“I told an older lady at a Chanukkah party that when I grew up, I wanted to be a boy,” Alex Myers says. “When that wasn’t an acceptable answer, I said I wanted to be the Lone Ranger.”

Myers, assigned female at birth, grew up in the town of Paris — that’s Paris, Maine. He says, laughing that he traveled to Norway, Sweden, and Paris without going more than twenty or so miles. (Maine also has a Sweden and a Norway.) He was a member of his town’s only Jewish family and grew up with what he describes as an affinity for labels. As a child he identified with the idea of a tomboy, then as a teenager experimented with the aesthetic of butch. It was only the summer after his junior year that Myers realized that the word he was really looking for was “transgender.”

He recounts that the first encounter he had with the idea of being transgender was at a pride parade in Boston with a youth group he was a part of. He was marching as a lesbian, a cisgender girl attracted to other girls who dressed in flannel shirts and had close-cropped hair. His group marched between an organization called Lesbian Avengers that sported shaved heads and bare chests and a group of happy, tattooed women who called themselves Dykes on Bikes.

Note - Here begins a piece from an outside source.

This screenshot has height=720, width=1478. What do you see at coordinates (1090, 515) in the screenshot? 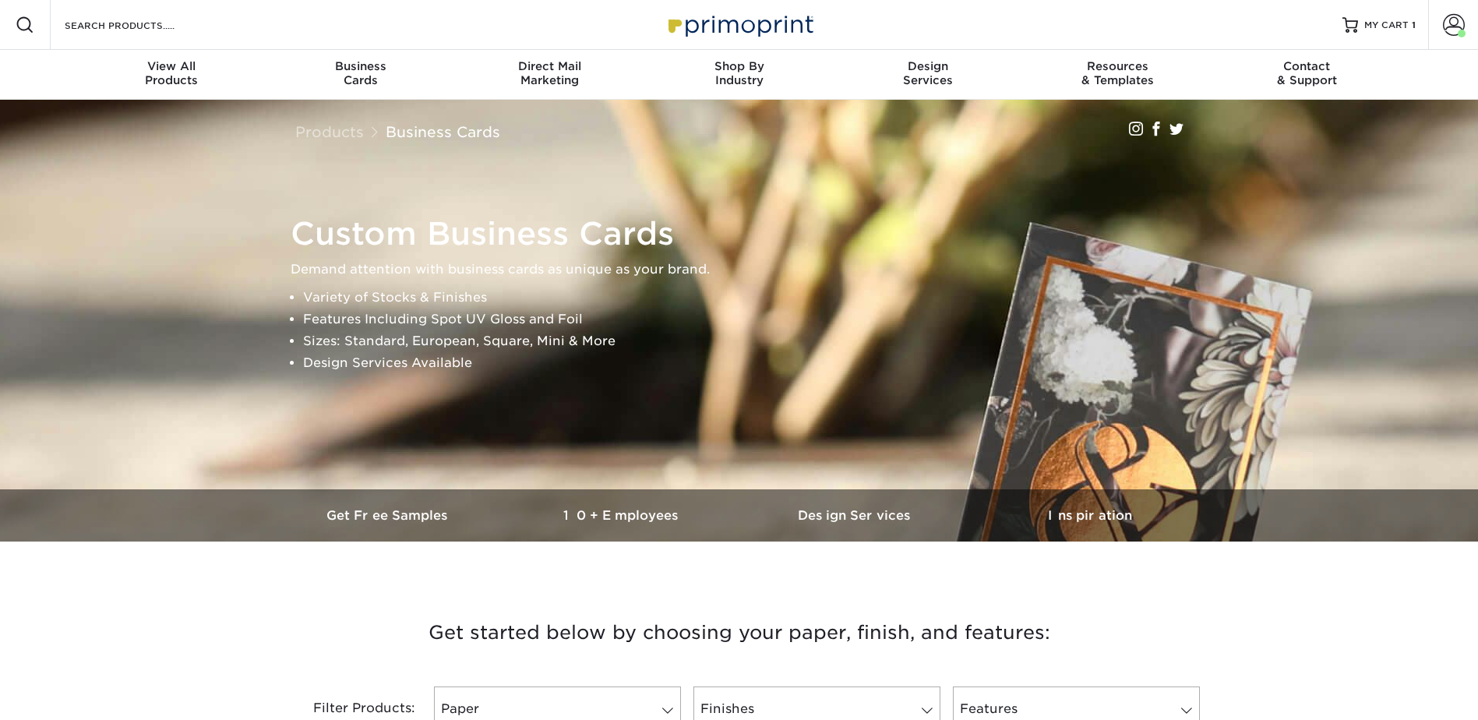
I see `h3: Inspiration` at bounding box center [1090, 515].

And it was then, talking to those women, that Myers thought for the first time that he did not have the same pride in femininity as they did. “For the first time,” he says. “The world saw me as a boy. And that just felt so good, so right, that I decided then and there that I couldn’t go back.”

Myers graduated from Phillips Exeter in 1996, the school’s first transgender student. After a phone call to the dean two weeks before school opened, he began to live his life as male at Exeter. It wasn’t easy – the girl originally in his double opted not to room with him and he had more than a few teachers struggle with his pronouns. But Myers lives by the philosophy that “If people don’t get it, you need to say: let’s talk about it.”

He tells two stories that he feel exemplify his experiences at Exeter. “A woman saw me on the stairs in Hoyt, my dorm, and said ‘Oh, it’s so nice that you’re helping your sister move in!’” and then, “I wanted to get voted ‘most changed since freshman year,’ and I didn’t get it. I complained to my friend, who laughed in my face and said ‘Are you kidding? You haven’t changed at all!’”

To Myers, those two stories represent how transgender identity should be understood. There is the external of gender, how you look, and the internal of gender, how you really feel. In returning to Exeter to speak this summer, Myers answered many questions clarifying what he thought gender really was.

“How do I define gender? I try not to,” he said. Myers is a presence who combines both warmth and intellect in the way he talks—He heads a transgender affinity group at Exeter during the regular session and he has a spectacular talent for reaching out and articulating the feelings of confused youth. No question is too weird or stupid around him. When asked about specifics regarding his transition, he responds “Testosterone is a great drug, I recommend it,” which sends the room into gales of laughter. Tensions fell and the basement of the Academy Center became a space for understanding and support this Tuesday.

In a world where identity is becoming increasingly malleable for young people, voices like Myers’ are incredibly important for students to hear. During his presentation, he’s asked his best single  bit of advice for transgender students.

Myers thinks about it for a moment, and then says to a room of young people who have made the choice to listen to his story and empathize, educate, and explore in their own lives: “Advocate for yourself. That is how minds are changed.”